Segment Start: Listed entries
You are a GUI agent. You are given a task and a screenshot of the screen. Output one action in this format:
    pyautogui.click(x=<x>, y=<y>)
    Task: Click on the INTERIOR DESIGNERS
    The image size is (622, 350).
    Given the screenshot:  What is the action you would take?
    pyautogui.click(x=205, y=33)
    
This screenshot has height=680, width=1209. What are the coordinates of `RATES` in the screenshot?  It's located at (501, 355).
Segment End: Listed entries
Segment Start: Listed entries
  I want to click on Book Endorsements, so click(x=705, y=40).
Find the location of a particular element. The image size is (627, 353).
Segment End: Listed entries
_Task description_
What belongs in the answer is each line from the listing above that contains "image".

_Written response_
    The image size is (622, 350).
Find the location of a particular element. The image size is (627, 353).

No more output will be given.